Quantifying the Value of Position

Even though I’m too sloppy/lazy/uneducated to work out the details of complicated problems, I’m quite interested in the mathematics of poker. I feel like I do have a broad grasp of the game theory that underlies many situations and can use that to aid in my decision-making. Recently, I’ve been curious about how to quantify exactly the value of seemingly abstract concepts like position and implied odds. I think I may have come upon a sketch of how to work some of it out, though I doubt I’ll ever follow up on it.

We start with the “exploitability”, the idea that there is something about how you play that an opponent could potentially take advantage of. Conversely, “unexploitable” means that there is nothing an opponent could do to take advantage of how you play. Importantly, unexploitably is not always the most profitable way to play. Often, you will do something exploitable in order to exploit something exploitable an opponent is doing.

Suppose that you hold AQ in the big blind in a $1/$2 NLHE game. The action folds to the SB, who open shoves for $20. If you know that this opponent will only shove JJ+ and AK, you can fold your AQ. Though itself exploitable, this fold exploits your opponent’s excessively tight shoving range.

If you were to call with AQ, that would be less profitable than folding but it would also be unexploitable. In other words, there is nothing your opponent could do to take advantage of the fact that you are going to call with AQ, and in the long run you will make money, though not as much money, with a strategy that involves calling AQ. This is because the money you lose on the AQ call is more than made up for by all of the pots you win that your opponent could have picked up if he weren’t playing so tight.

It’s relatively simple to determine an optimal shoving range for the SB and then to determine how much you gain if the SB’s shoving strategy is tighter than optimal. Take it a step back and suppose that it is the player on the Button with just $20 and shoving an overly tight range. Now it should be clear that both the SB and BB benefit by having their blinds stolen less often than would be optimal. The money that the Button loses in missed steals is shared by the players in the blinds. The situation is actually more complex for both, but I want to back up again to accentuate a point.

Put the very tight short stack in the CO. It is still possible, and indeed relatively simple, to determine an optimal shoving range for him. If he shoves more tightly than optimal, we can calculate exactly how much Expected Value he loses as a result. This EV must be shared by the Button, SB, and BB. We already know that the blinds’ benefit primarily by having their live money stolen less often.

The Button, however, does not have any money in the pot, yet he too benefits from an overly tight CO. If we can calculate how much the blinds gain from the CO’s mistake, then the difference between what the CO loses relative to an optimal shoving strategy and how much the blinds collectively gain will be the value of the button.

I suppose it would be the value of the Button assuming the other players all play optimally, such that it would change if the Button were more or less skillful than the blinds. Still, it seems like this could be a strategy for someone more mathematically inclined than myself to approximate the value of position.

Am I on to something or just tired?

Edit: I was just tired. After sleeping on this, I realized that the BB’s EV is intrinsically dependent on that of the Button. In other words, the deeper the stacks are and the better Button plays, the more the Button is worth and the less the BB is worse. I was hoping to come at the Button backwards, treating the SB’s and BB’s EVs as roughly solvable quantities and using those to approximate the Button’s EV as a variable. But we can’t actually find the BB’s EV without knowing the Button’s EV, since most of the latter comes at the expense of the former. And the same problem exists for the SB.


#### [TASK TO CARRY OUT]
The output consists only of the lines from the one with "The width and height of the screenshot is (941, 450)." through the end of the records, each printed exactly, and contains no pictures.

[Dataset entries]

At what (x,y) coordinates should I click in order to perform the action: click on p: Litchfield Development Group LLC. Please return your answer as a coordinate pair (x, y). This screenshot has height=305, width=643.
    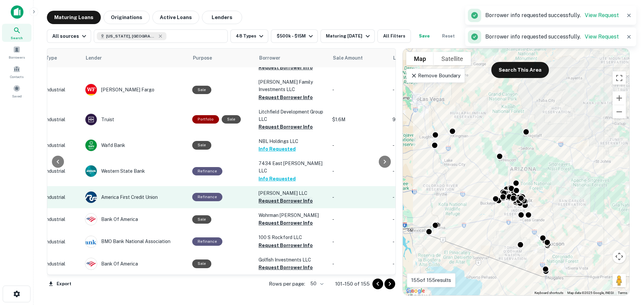
    Looking at the image, I should click on (292, 116).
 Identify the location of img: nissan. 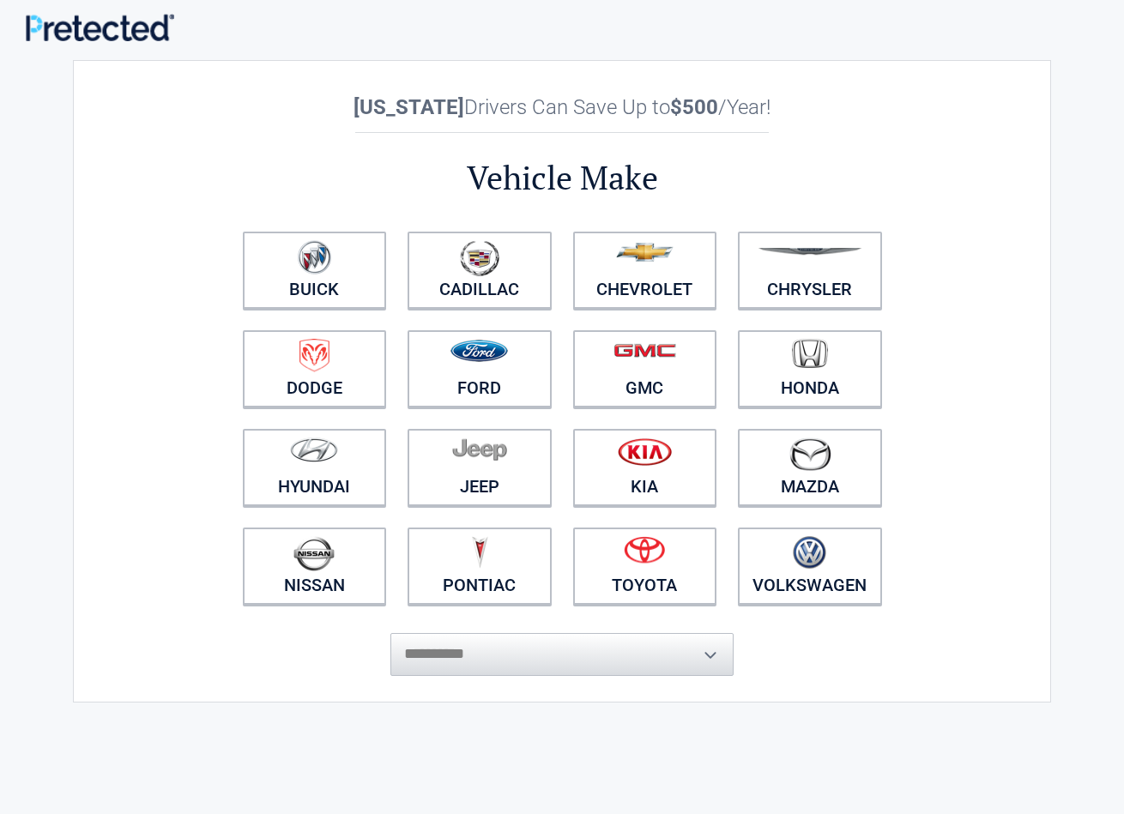
(314, 553).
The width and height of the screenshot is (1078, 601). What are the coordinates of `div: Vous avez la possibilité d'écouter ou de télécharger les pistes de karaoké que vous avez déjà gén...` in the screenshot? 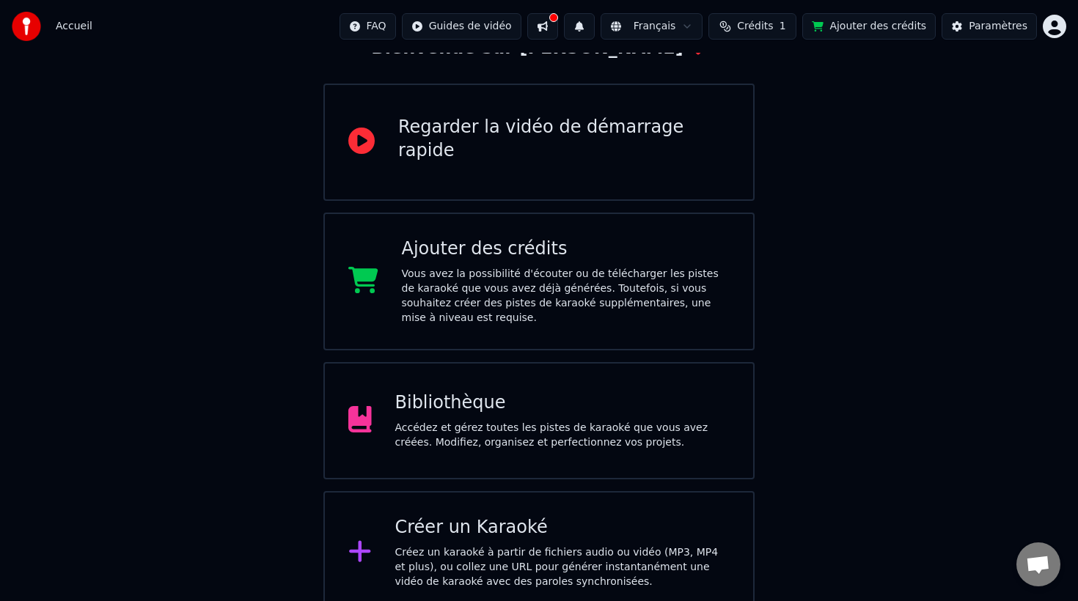 It's located at (566, 296).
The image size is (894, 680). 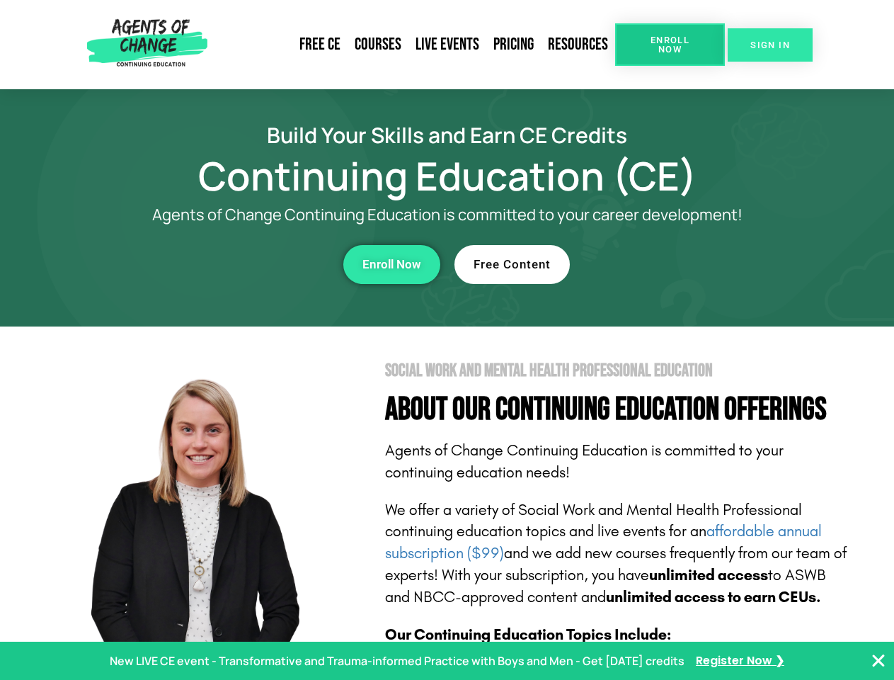 What do you see at coordinates (584, 461) in the screenshot?
I see `span: Agents of Change Continuing Education is committed to your continuing education needs!` at bounding box center [584, 461].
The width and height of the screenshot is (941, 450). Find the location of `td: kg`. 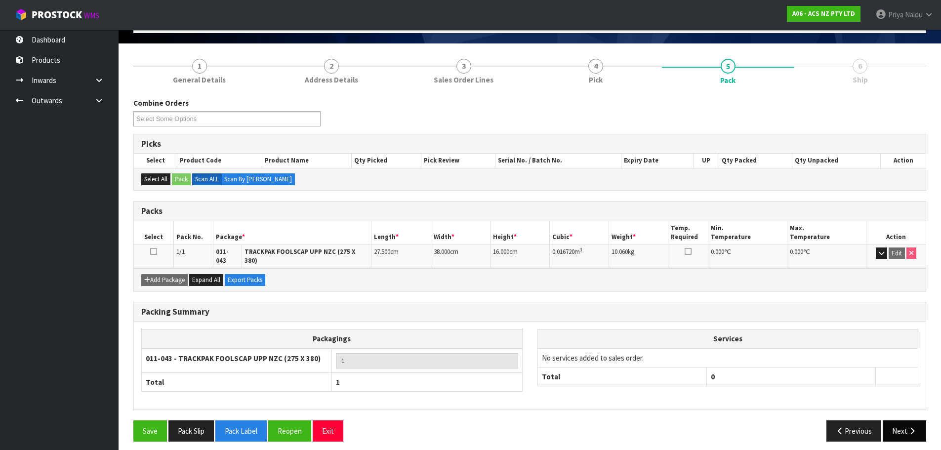

td: kg is located at coordinates (639, 256).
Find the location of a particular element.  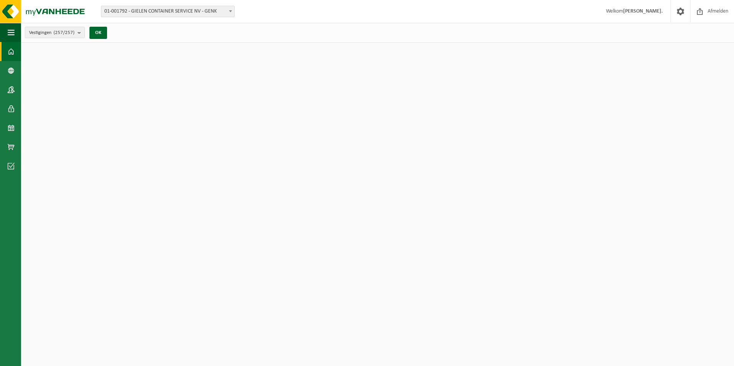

#### [TASK RESULT]
The width and height of the screenshot is (941, 450). Find the location of `td: kg`. 

td: kg is located at coordinates (639, 256).
Find the location of a particular element.  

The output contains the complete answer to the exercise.